I just posted last week a quick list of recommended books here: Book Recommendations: Critical Thinking Version. Last week I received my order from Barnes and Nobel that includedFollies of the Wise, by Frederick Crews and I started reading it on Saturday. I highly recommend it. Crews tackles Freud, pyschoanalysis, and repressed memories and successfully shows that Freud was pretty much a self obsessed quack that had little to no ethics while dealing with his patients and at times shows that he falsified patient outcomes to make his ideas look more promising.
From the Publisher:
Frederick Crews has always considered himself a skeptic. Forty years
ago he thought he had found a tradition of thought — Freudian
psychoanalytic theory — that had skepticism built into it. He gradually
realized, however, that true skepticism is an attitude of continual
questioning. The more closely Crews examined the logical structure and
institutional history of psychoanalysis, the more clearly he realized
that Freud’s system of thought lacked empirical rigor. Indeed, he came
to see Freudian theory as the very model of a modern pseudoscience.Crews has had the mantle of contrarian thrust upon him. Follies of the Wise
contains his best writing of the past fifteen years, including such
controversial and widely quoted pieces as “The Unknown Freud†and “The
Revenge of the Repressed.†These essays effects still reverberate
today. In addition, his topics range from “Intelligent Designâ€
creationism to theosophy, from psychological testing to UFO zaniness,
from American Buddhism to the current state of literary criticism. A
single theme animates his bracing and witty discussions: the temptation
to reach for deep wisdom without attending to the little voice that
asks, “Could I, by any chance, be deceiving myself here?”
I would also like to add to my recommendations for Carl Zimmer. I recommended Zimmer’s Parasite Rex earlier here: A Gently Mad Blog Recommendations. I would like to add Zimmer’s Evolution: The Triumph of an Idea, Soul Made Flesh, and At the Water’s Edge. Zimmer is one of the best science writers out there right now. His prose is easy to read and he has a great skill of explaining complicated scientific ideas in a way that are easy to understand. You can tell, through his writing, that he just loves the subjects he writes about.
Soul Made Flesh is about the early years of the scientific discoveries of the brain. Evolution: The Triumph of an Idea is about Darwin and the Theory of Evolution. And At the Water’s Edge is about evolution as well but focusing on specifics of evolutionary theory whereas The Triumph of an Idea is about the overall theory of evolution and its journey from Darwin to today.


REQUIRED ACTION
Transcribe each of the entries exactly.
[RAW DATA Boundary: Start]
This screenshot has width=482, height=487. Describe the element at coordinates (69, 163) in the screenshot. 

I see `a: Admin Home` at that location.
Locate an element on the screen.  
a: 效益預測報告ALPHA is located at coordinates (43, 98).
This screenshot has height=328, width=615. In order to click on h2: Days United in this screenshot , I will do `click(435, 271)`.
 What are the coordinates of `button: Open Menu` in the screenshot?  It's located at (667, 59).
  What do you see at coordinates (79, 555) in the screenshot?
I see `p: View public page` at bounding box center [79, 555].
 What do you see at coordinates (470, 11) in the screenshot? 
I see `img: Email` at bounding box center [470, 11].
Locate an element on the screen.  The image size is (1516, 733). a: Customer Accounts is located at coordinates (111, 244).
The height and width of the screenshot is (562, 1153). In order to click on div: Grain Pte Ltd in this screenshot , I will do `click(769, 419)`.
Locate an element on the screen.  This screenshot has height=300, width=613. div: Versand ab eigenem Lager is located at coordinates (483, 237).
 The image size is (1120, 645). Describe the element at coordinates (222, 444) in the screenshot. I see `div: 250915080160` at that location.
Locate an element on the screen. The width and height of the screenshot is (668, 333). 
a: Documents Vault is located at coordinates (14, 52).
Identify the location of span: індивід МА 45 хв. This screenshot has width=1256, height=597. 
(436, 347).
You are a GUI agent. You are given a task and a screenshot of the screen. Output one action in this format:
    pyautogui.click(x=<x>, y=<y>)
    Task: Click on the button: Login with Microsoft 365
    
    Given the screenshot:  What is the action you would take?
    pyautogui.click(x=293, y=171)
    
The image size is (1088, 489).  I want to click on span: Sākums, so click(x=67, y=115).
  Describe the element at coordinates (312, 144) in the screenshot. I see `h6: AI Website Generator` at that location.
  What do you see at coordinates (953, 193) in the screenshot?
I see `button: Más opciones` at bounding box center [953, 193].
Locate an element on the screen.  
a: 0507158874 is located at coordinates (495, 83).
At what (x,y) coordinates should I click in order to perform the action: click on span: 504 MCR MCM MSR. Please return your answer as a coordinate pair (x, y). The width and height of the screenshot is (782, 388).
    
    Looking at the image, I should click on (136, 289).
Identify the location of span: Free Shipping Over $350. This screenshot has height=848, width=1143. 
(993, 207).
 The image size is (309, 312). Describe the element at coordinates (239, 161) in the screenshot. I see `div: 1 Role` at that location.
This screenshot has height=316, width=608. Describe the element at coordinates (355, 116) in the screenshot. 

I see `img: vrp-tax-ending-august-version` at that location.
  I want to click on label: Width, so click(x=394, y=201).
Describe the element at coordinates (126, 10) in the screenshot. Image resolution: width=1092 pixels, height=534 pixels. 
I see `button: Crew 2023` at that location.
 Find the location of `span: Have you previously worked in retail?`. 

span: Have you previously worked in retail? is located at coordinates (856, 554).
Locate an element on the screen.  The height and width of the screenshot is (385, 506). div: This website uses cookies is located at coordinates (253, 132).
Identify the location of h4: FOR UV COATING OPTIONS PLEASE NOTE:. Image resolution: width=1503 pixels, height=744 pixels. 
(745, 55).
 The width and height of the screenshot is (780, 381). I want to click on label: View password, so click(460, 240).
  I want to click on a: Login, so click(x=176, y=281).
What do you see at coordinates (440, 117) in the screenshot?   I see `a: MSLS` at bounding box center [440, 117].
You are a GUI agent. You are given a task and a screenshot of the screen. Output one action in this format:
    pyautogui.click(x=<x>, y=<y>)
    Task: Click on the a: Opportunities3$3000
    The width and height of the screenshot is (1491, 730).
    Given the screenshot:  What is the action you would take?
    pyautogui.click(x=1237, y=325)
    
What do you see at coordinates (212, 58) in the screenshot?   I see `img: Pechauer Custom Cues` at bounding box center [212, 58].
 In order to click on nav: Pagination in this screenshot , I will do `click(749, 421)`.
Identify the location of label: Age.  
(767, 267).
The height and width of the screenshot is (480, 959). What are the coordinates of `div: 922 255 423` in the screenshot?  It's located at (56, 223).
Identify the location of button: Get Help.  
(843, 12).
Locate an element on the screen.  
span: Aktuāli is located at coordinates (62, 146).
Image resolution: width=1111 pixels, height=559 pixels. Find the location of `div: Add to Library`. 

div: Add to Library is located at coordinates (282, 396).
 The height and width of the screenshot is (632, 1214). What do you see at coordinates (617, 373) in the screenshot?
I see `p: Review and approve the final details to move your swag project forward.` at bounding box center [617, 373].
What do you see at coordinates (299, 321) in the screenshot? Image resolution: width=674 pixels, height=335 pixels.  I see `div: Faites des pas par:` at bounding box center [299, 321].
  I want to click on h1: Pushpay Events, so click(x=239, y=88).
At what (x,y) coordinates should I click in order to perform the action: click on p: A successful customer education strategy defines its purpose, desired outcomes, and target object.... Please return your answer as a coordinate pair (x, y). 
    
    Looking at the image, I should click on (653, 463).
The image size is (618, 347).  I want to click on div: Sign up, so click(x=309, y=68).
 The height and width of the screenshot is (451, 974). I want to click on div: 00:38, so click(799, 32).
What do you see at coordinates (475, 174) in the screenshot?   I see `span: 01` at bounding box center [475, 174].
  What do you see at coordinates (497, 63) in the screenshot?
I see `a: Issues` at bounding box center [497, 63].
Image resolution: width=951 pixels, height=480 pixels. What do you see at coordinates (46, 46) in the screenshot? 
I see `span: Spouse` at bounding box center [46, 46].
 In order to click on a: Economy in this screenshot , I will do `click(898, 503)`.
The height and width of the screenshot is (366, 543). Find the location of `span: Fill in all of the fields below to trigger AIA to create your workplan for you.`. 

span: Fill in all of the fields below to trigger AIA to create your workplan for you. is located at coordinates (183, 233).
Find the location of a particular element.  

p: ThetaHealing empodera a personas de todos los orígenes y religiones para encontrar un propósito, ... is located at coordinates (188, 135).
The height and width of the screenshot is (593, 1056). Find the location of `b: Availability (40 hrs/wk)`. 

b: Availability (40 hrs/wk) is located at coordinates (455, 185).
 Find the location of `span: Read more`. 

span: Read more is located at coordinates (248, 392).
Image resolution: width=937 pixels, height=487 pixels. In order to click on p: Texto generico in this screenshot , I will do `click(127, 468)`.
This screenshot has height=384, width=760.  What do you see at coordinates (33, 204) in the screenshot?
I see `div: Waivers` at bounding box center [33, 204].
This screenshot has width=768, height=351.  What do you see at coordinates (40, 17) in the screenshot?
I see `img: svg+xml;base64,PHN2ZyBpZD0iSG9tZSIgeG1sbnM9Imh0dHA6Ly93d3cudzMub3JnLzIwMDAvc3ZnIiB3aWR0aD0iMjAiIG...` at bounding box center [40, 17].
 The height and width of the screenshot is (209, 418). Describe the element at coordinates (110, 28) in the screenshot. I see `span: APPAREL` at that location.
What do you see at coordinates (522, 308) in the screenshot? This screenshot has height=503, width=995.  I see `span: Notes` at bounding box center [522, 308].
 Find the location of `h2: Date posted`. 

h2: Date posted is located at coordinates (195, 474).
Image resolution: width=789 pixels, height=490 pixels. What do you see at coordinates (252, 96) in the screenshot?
[RAW DATA Boundary: End]
EXPECTED ANSWER
This screenshot has width=482, height=487. Describe the element at coordinates (69, 163) in the screenshot. 

I see `a: Admin Home` at that location.
Locate an element on the screen.  
a: 效益預測報告ALPHA is located at coordinates (43, 98).
This screenshot has height=328, width=615. In order to click on h2: Days United in this screenshot , I will do `click(435, 271)`.
 What are the coordinates of `button: Open Menu` in the screenshot?  It's located at (667, 59).
  What do you see at coordinates (79, 555) in the screenshot?
I see `p: View public page` at bounding box center [79, 555].
 What do you see at coordinates (470, 11) in the screenshot? 
I see `img: Email` at bounding box center [470, 11].
Locate an element on the screen.  The image size is (1516, 733). a: Customer Accounts is located at coordinates (111, 244).
The height and width of the screenshot is (562, 1153). In order to click on div: Grain Pte Ltd in this screenshot , I will do `click(769, 419)`.
Locate an element on the screen.  This screenshot has height=300, width=613. div: Versand ab eigenem Lager is located at coordinates (483, 237).
 The image size is (1120, 645). Describe the element at coordinates (222, 444) in the screenshot. I see `div: 250915080160` at that location.
Locate an element on the screen. The width and height of the screenshot is (668, 333). 
a: Documents Vault is located at coordinates (14, 52).
Identify the location of span: індивід МА 45 хв. This screenshot has width=1256, height=597. 
(436, 347).
You are a GUI agent. You are given a task and a screenshot of the screen. Output one action in this format:
    pyautogui.click(x=<x>, y=<y>)
    Task: Click on the button: Login with Microsoft 365
    
    Given the screenshot:  What is the action you would take?
    pyautogui.click(x=293, y=171)
    
The image size is (1088, 489).  I want to click on span: Sākums, so click(x=67, y=115).
  Describe the element at coordinates (312, 144) in the screenshot. I see `h6: AI Website Generator` at that location.
  What do you see at coordinates (953, 193) in the screenshot?
I see `button: Más opciones` at bounding box center [953, 193].
Locate an element on the screen.  
a: 0507158874 is located at coordinates (495, 83).
At what (x,y) coordinates should I click in order to perform the action: click on span: 504 MCR MCM MSR. Please return your answer as a coordinate pair (x, y). The width and height of the screenshot is (782, 388).
    
    Looking at the image, I should click on (136, 289).
Identify the location of span: Free Shipping Over $350. This screenshot has height=848, width=1143. 
(993, 207).
 The image size is (309, 312). Describe the element at coordinates (239, 161) in the screenshot. I see `div: 1 Role` at that location.
This screenshot has height=316, width=608. Describe the element at coordinates (355, 116) in the screenshot. 

I see `img: vrp-tax-ending-august-version` at that location.
  I want to click on label: Width, so click(x=394, y=201).
Describe the element at coordinates (126, 10) in the screenshot. Image resolution: width=1092 pixels, height=534 pixels. 
I see `button: Crew 2023` at that location.
 Find the location of `span: Have you previously worked in retail?`. 

span: Have you previously worked in retail? is located at coordinates (856, 554).
Locate an element on the screen.  The height and width of the screenshot is (385, 506). div: This website uses cookies is located at coordinates (253, 132).
Identify the location of h4: FOR UV COATING OPTIONS PLEASE NOTE:. Image resolution: width=1503 pixels, height=744 pixels. 
(745, 55).
 The width and height of the screenshot is (780, 381). I want to click on label: View password, so click(460, 240).
  I want to click on a: Login, so click(x=176, y=281).
What do you see at coordinates (440, 117) in the screenshot?   I see `a: MSLS` at bounding box center [440, 117].
You are a GUI agent. You are given a task and a screenshot of the screen. Output one action in this format:
    pyautogui.click(x=<x>, y=<y>)
    Task: Click on the a: Opportunities3$3000
    The width and height of the screenshot is (1491, 730).
    Given the screenshot:  What is the action you would take?
    pyautogui.click(x=1237, y=325)
    
What do you see at coordinates (212, 58) in the screenshot?   I see `img: Pechauer Custom Cues` at bounding box center [212, 58].
 In order to click on nav: Pagination in this screenshot , I will do `click(749, 421)`.
Identify the location of label: Age.  
(767, 267).
The height and width of the screenshot is (480, 959). What are the coordinates of `div: 922 255 423` in the screenshot?  It's located at (56, 223).
Identify the location of button: Get Help.  
(843, 12).
Locate an element on the screen.  
span: Aktuāli is located at coordinates (62, 146).
Image resolution: width=1111 pixels, height=559 pixels. Find the location of `div: Add to Library`. 

div: Add to Library is located at coordinates (282, 396).
 The height and width of the screenshot is (632, 1214). What do you see at coordinates (617, 373) in the screenshot?
I see `p: Review and approve the final details to move your swag project forward.` at bounding box center [617, 373].
What do you see at coordinates (299, 321) in the screenshot? Image resolution: width=674 pixels, height=335 pixels.  I see `div: Faites des pas par:` at bounding box center [299, 321].
  I want to click on h1: Pushpay Events, so click(x=239, y=88).
At what (x,y) coordinates should I click in order to perform the action: click on p: A successful customer education strategy defines its purpose, desired outcomes, and target object.... Please return your answer as a coordinate pair (x, y). 
    
    Looking at the image, I should click on (653, 463).
The image size is (618, 347).  I want to click on div: Sign up, so click(x=309, y=68).
 The height and width of the screenshot is (451, 974). I want to click on div: 00:38, so click(799, 32).
What do you see at coordinates (475, 174) in the screenshot?   I see `span: 01` at bounding box center [475, 174].
  What do you see at coordinates (497, 63) in the screenshot?
I see `a: Issues` at bounding box center [497, 63].
Image resolution: width=951 pixels, height=480 pixels. What do you see at coordinates (46, 46) in the screenshot? 
I see `span: Spouse` at bounding box center [46, 46].
 In order to click on a: Economy in this screenshot , I will do `click(898, 503)`.
The height and width of the screenshot is (366, 543). Find the location of `span: Fill in all of the fields below to trigger AIA to create your workplan for you.`. 

span: Fill in all of the fields below to trigger AIA to create your workplan for you. is located at coordinates (183, 233).
Find the location of a particular element.  

p: ThetaHealing empodera a personas de todos los orígenes y religiones para encontrar un propósito, ... is located at coordinates (188, 135).
The height and width of the screenshot is (593, 1056). Find the location of `b: Availability (40 hrs/wk)`. 

b: Availability (40 hrs/wk) is located at coordinates (455, 185).
 Find the location of `span: Read more`. 

span: Read more is located at coordinates (248, 392).
Image resolution: width=937 pixels, height=487 pixels. In order to click on p: Texto generico in this screenshot , I will do `click(127, 468)`.
This screenshot has height=384, width=760.  What do you see at coordinates (33, 204) in the screenshot?
I see `div: Waivers` at bounding box center [33, 204].
This screenshot has width=768, height=351.  What do you see at coordinates (40, 17) in the screenshot?
I see `img: svg+xml;base64,PHN2ZyBpZD0iSG9tZSIgeG1sbnM9Imh0dHA6Ly93d3cudzMub3JnLzIwMDAvc3ZnIiB3aWR0aD0iMjAiIG...` at bounding box center [40, 17].
 The height and width of the screenshot is (209, 418). Describe the element at coordinates (110, 28) in the screenshot. I see `span: APPAREL` at that location.
What do you see at coordinates (522, 308) in the screenshot? This screenshot has height=503, width=995.  I see `span: Notes` at bounding box center [522, 308].
 Find the location of `h2: Date posted`. 

h2: Date posted is located at coordinates (195, 474).
Image resolution: width=789 pixels, height=490 pixels. What do you see at coordinates (252, 96) in the screenshot?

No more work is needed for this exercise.